In this context, the U.S. court discussed the March 1993 El Salvador amnesty law and the invocation of that law to end the Salvadoran criminal case against Saravia. These actions were seen by the U.S. court as evidence of the plaintiff’s inability to obtain any judicial relief in that country, thereby eliminating any requirement for the plaintiff to have exhausted his Salvadoran remedies. The U.S. court apparently assumed that the Salvadoran amnesty law had no application to the U.S. case as that issue was not discussed.[5] However, the court did receive testimony that the Law was “directed to what the Salvadoran courts should do. It tells the Salvadoran courts how to deal with these cases” and that courts in other countries need not, and should not, take that Law into account.[6]

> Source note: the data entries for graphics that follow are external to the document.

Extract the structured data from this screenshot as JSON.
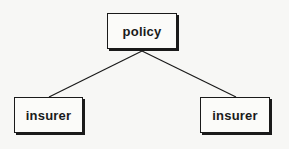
{
  "diagram": {
    "type": "tree",
    "nodes": [
      {
        "id": "policy",
        "label": "policy",
        "level": 0
      },
      {
        "id": "insurer-left",
        "label": "insurer",
        "level": 1
      },
      {
        "id": "insurer-right",
        "label": "insurer",
        "level": 1
      }
    ],
    "edges": [
      {
        "from": "policy",
        "to": "insurer-left"
      },
      {
        "from": "policy",
        "to": "insurer-right"
      }
    ],
    "colors": {
      "stroke": "#1a1a1a",
      "background": "#f7f7f5"
    }
  }
}
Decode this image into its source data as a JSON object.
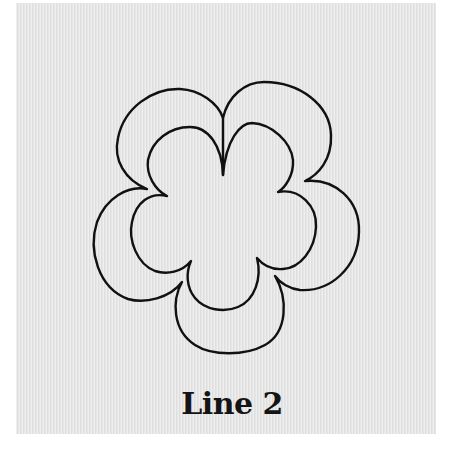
{
  "figure": {
    "caption": "Line 2",
    "panel_color": "#e6e6e6",
    "line_color": "#111111"
  }
}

Saravia never responded to the civil complaint and did not participate in any way in this lawsuit. Even though this default constituted, by operation of law, an admission of all the well-pleaded allegations of the complaint and a conclusive establishment of his liability, the court conducted a five-day default hearing, and the plaintiff provided independent evidence in support of the claims, including the live testimony of the driver of the assassin’s car.[7]

The court then entered extensive findings of fact and conclusions of law holding Saravia liable and ordering him to pay $10 million of compensatory and punitive damages to the plaintiff. The court determined that the murder constituted a crime against humanity, because it was part of a widespread and systematic attack intended to terrorize a civilian population. As the court stated, “Here the evidence shows that there was a consistent and unabating regime that was in control of El Salvador, and that this regime essentially functioned as a militarily-controlled government.” The government perpetrated “systematic violations of human rights for the purpose of perpetuating the oligarchy and the military government.” The court also concluded that what happened in El Salvador was the “antithesis of due process” and that there could not be a better example of extrajudicial killing than the killing of Archbishop Romero.[8]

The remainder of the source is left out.